WORK ITEM | Please return exactly the lines below that run from the line with "Identify the location of replies." through the end of the listing, both included, but not the pictures.

□ □ □

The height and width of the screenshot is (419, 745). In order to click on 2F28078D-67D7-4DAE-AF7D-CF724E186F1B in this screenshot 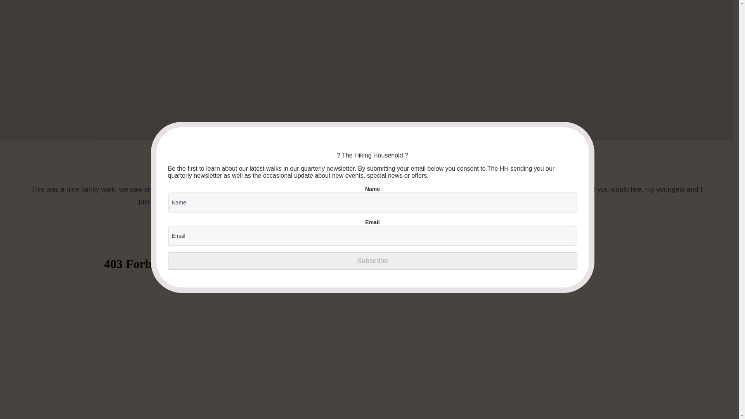, I will do `click(601, 52)`.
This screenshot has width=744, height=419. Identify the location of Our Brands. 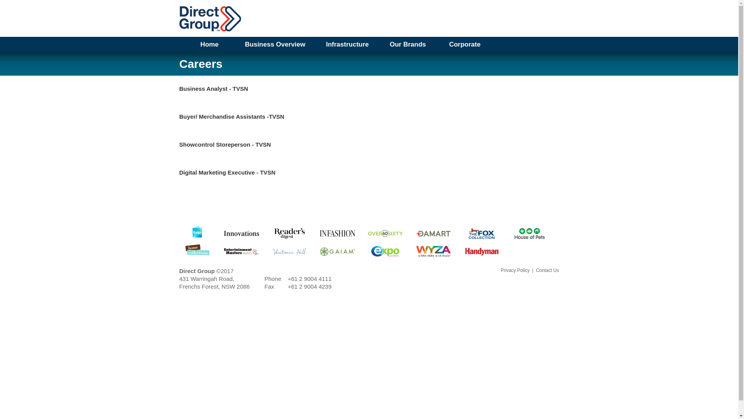
(408, 45).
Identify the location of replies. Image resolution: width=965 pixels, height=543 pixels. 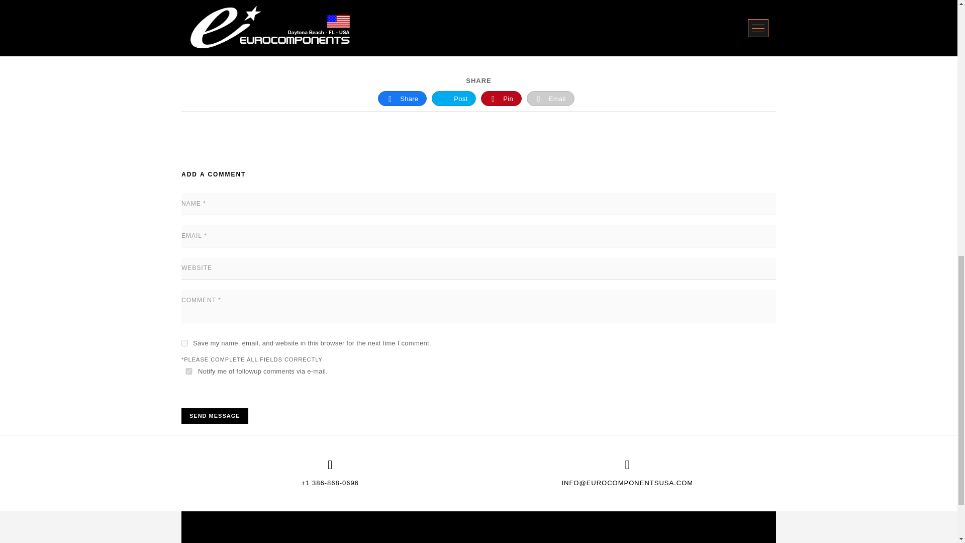
(189, 371).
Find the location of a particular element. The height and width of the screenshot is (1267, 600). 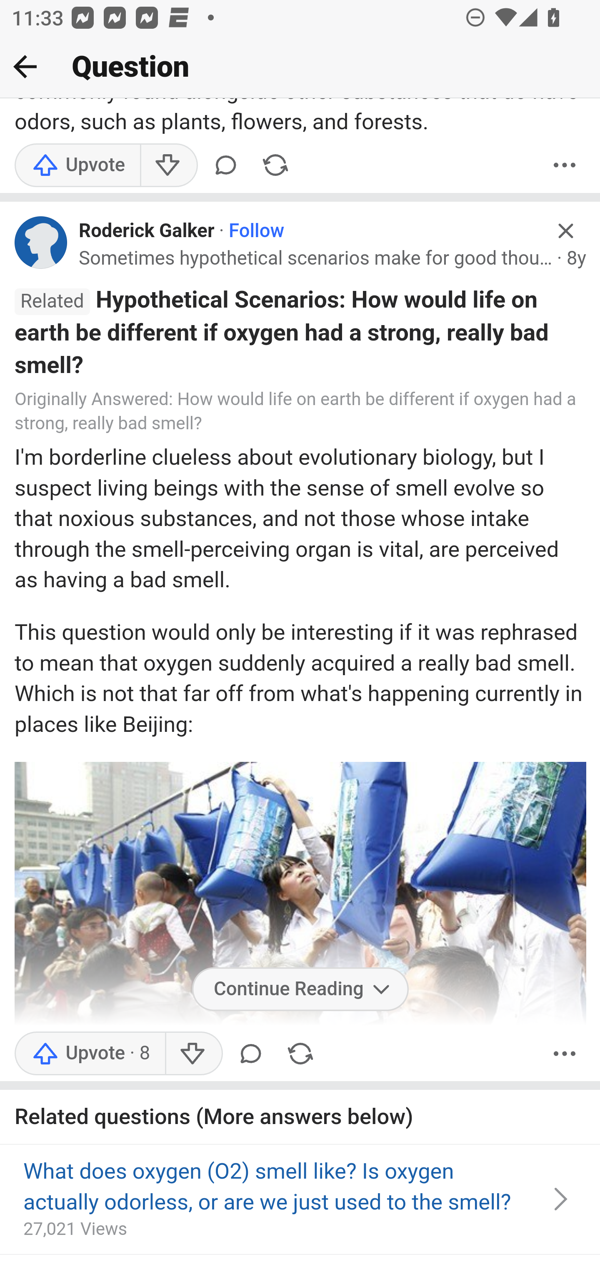

Back is located at coordinates (25, 66).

□ □ □

PROBLEM SOLUTION |
Identify the location of replies. Image resolution: width=965 pixels, height=543 pixels. 
(189, 371).
Find the location of a particular element. The height and width of the screenshot is (1267, 600). 

Back is located at coordinates (25, 66).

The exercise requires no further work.